To avoid having the processes trample each other's queries (the first
attempt was to select the first matching entries of the table, which
caused one to block all other transactions), one of the steps I took was
to select a set of idle rows at a random offset into the table from the
project, mark them for update, then update each record's state as started.

SELECT record_id FROM queue WHERE project_id = my_project AND state =
idle LIMIT n OFFSET i FOR UPDATE

At present "n" is 100-150, "i" is a random value in the range 0-10000.

There is, intentionally, no ordering specified, since that would just slow
down the query, and is not necessary.

This seems like a pretty bad design. There are recognized ways to solve
this problem with more predictability and much less chance of different
processes blocking each other. In particular, this query seems be based
on some untenable assumptions about the physical row order being stable.

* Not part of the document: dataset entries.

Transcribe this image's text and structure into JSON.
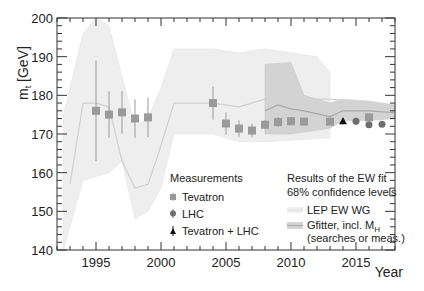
{
  "chart_data": {
    "type": "scatter",
    "title": "",
    "xlabel": "Year",
    "ylabel": "m_t [GeV]",
    "xlim": [
      1992,
      2018
    ],
    "ylim": [
      140,
      200
    ],
    "x_ticks": [
      1995,
      2000,
      2005,
      2010,
      2015
    ],
    "y_ticks": [
      140,
      150,
      160,
      170,
      180,
      190,
      200
    ],
    "grid": false,
    "legend_position": "lower center/right (inside)",
    "series": [
      {
        "name": "Tevatron",
        "marker": "square",
        "color": "#9a9a9a",
        "points": [
          {
            "x": 1995,
            "y": 176,
            "err": 13
          },
          {
            "x": 1996,
            "y": 175,
            "err": 6
          },
          {
            "x": 1997,
            "y": 175.6,
            "err": 5.5
          },
          {
            "x": 1998,
            "y": 174,
            "err": 5
          },
          {
            "x": 1999,
            "y": 174.3,
            "err": 5.1
          },
          {
            "x": 2004,
            "y": 178,
            "err": 4.3
          },
          {
            "x": 2005,
            "y": 172.7,
            "err": 2.9
          },
          {
            "x": 2006,
            "y": 171.4,
            "err": 2.1
          },
          {
            "x": 2007,
            "y": 170.9,
            "err": 1.8
          },
          {
            "x": 2008,
            "y": 172.4,
            "err": 1.2
          },
          {
            "x": 2009,
            "y": 173.1,
            "err": 1.3
          },
          {
            "x": 2010,
            "y": 173.3,
            "err": 1.1
          },
          {
            "x": 2011,
            "y": 173.2,
            "err": 0.9
          },
          {
            "x": 2013,
            "y": 173.2,
            "err": 0.9
          },
          {
            "x": 2016,
            "y": 174.3,
            "err": 0.6
          }
        ]
      },
      {
        "name": "LHC",
        "marker": "circle",
        "color": "#6e6e6e",
        "points": [
          {
            "x": 2015,
            "y": 173.3,
            "err": 0.9
          },
          {
            "x": 2016,
            "y": 172.4,
            "err": 0.5
          },
          {
            "x": 2017,
            "y": 172.5,
            "err": 0.5
          }
        ]
      },
      {
        "name": "Tevatron + LHC",
        "marker": "triangle",
        "color": "#111111",
        "points": [
          {
            "x": 2014,
            "y": 173.3,
            "err": 0.8
          }
        ]
      }
    ],
    "bands": [
      {
        "name": "LEP EW WG",
        "color": "#eeeeee",
        "center": [
          [
            1993,
            157
          ],
          [
            1994,
            178
          ],
          [
            1995,
            178
          ],
          [
            1996,
            177
          ],
          [
            1997,
            163
          ],
          [
            1998,
            156
          ],
          [
            1999,
            157
          ],
          [
            2000,
            167
          ],
          [
            2001,
            178
          ],
          [
            2004,
            178
          ],
          [
            2006,
            177
          ],
          [
            2008,
            179
          ],
          [
            2010,
            179
          ],
          [
            2013,
            179
          ],
          [
            2016,
            178
          ],
          [
            2018,
            177
          ]
        ],
        "upper": [
          [
            1992.5,
            175
          ],
          [
            1994,
            196
          ],
          [
            1995,
            200
          ],
          [
            1996,
            198
          ],
          [
            1997,
            185
          ],
          [
            1998,
            172
          ],
          [
            1999,
            174
          ],
          [
            2000,
            182
          ],
          [
            2001,
            192
          ],
          [
            2004,
            192
          ],
          [
            2006,
            191
          ],
          [
            2008,
            192
          ],
          [
            2012,
            190
          ],
          [
            2013,
            186
          ]
        ],
        "lower": [
          [
            1992.5,
            140
          ],
          [
            1994,
            158
          ],
          [
            1995,
            159
          ],
          [
            1996,
            160
          ],
          [
            1997,
            163
          ],
          [
            1998,
            148
          ],
          [
            1999,
            150
          ],
          [
            2000,
            156
          ],
          [
            2001,
            170
          ],
          [
            2004,
            170
          ],
          [
            2006,
            168
          ],
          [
            2008,
            168
          ],
          [
            2013,
            169
          ]
        ]
      },
      {
        "name": "Gfitter, incl. M_H (searches or meas.)",
        "color": "#d3d3d3",
        "center": [
          [
            2008,
            176
          ],
          [
            2009,
            177.5
          ],
          [
            2010,
            176.5
          ],
          [
            2011,
            176
          ],
          [
            2013,
            174.5
          ],
          [
            2014,
            176
          ],
          [
            2016,
            176
          ],
          [
            2018,
            175.5
          ]
        ],
        "upper": [
          [
            2008,
            188
          ],
          [
            2010,
            188.5
          ],
          [
            2011,
            180
          ],
          [
            2013,
            178
          ],
          [
            2014,
            179
          ],
          [
            2016,
            178.5
          ],
          [
            2018,
            177.5
          ]
        ],
        "lower": [
          [
            2008,
            170
          ],
          [
            2010,
            170
          ],
          [
            2011,
            170.5
          ],
          [
            2013,
            171.5
          ],
          [
            2014,
            173.5
          ],
          [
            2016,
            173.5
          ],
          [
            2018,
            174
          ]
        ]
      }
    ]
  },
  "axes": {
    "ylabel_main": "m",
    "ylabel_sub": "t",
    "ylabel_unit": " [GeV]",
    "xlabel": "Year",
    "x_tick_labels": [
      "1995",
      "2000",
      "2005",
      "2010",
      "2015"
    ],
    "y_tick_labels": [
      "140",
      "150",
      "160",
      "170",
      "180",
      "190",
      "200"
    ]
  },
  "legend_measurements": {
    "title": "Measurements",
    "items": [
      "Tevatron",
      "LHC",
      "Tevatron + LHC"
    ]
  },
  "legend_fit": {
    "title_line1": "Results of the EW fit",
    "title_line2": "68% confidence levels",
    "lep": "LEP EW WG",
    "gfitter_line1": "Gfitter, incl. M",
    "gfitter_sub": "H",
    "gfitter_line2": "(searches or meas.)"
  }
}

What I've discovered when using Postgres 9.0 is that the processes are now
blocking every other query into this table,

In 9.0, LIMIT/OFFSET processing is done after FOR UPDATE locking, which
means that rows skipped over by OFFSET still get locked, which means
that different sessions executing this query are now practically certain
to block each other, rather than just likely to block each other.
This was an intentional change to improve the predictability of FOR
UPDATE's interactions with LIMIT/OFFSET, and indeed it's improved the
predictability of the behavior for you, just not in the direction you'd
like :-(

regards, tom lane

In reply to: Tom Lane (#5)
Re: Select for update with offset interferes with concurrent transactions

On Tue, 01 Feb 2011 18:18:17 +0100, Tom Lane <tgl@sss.pgh.pa.us> wrote:

"Yngve Nysaeter Pettersen" <yngve@opera.com> writes:

To avoid having the processes trample each other's queries (the first
attempt was to select the first matching entries of the table, which
caused one to block all other transactions), one of the steps I took was
to select a set of idle rows at a random offset into the table from the
project, mark them for update, then update each record's state as
started.

SELECT record_id FROM queue WHERE project_id = my_project AND state =
idle LIMIT n OFFSET i FOR UPDATE

At present "n" is 100-150, "i" is a random value in the range 0-10000.

There is, intentionally, no ordering specified, since that would just
slow
down the query, and is not necessary.

This seems like a pretty bad design.

Well, I don't claim to be a database expert ;).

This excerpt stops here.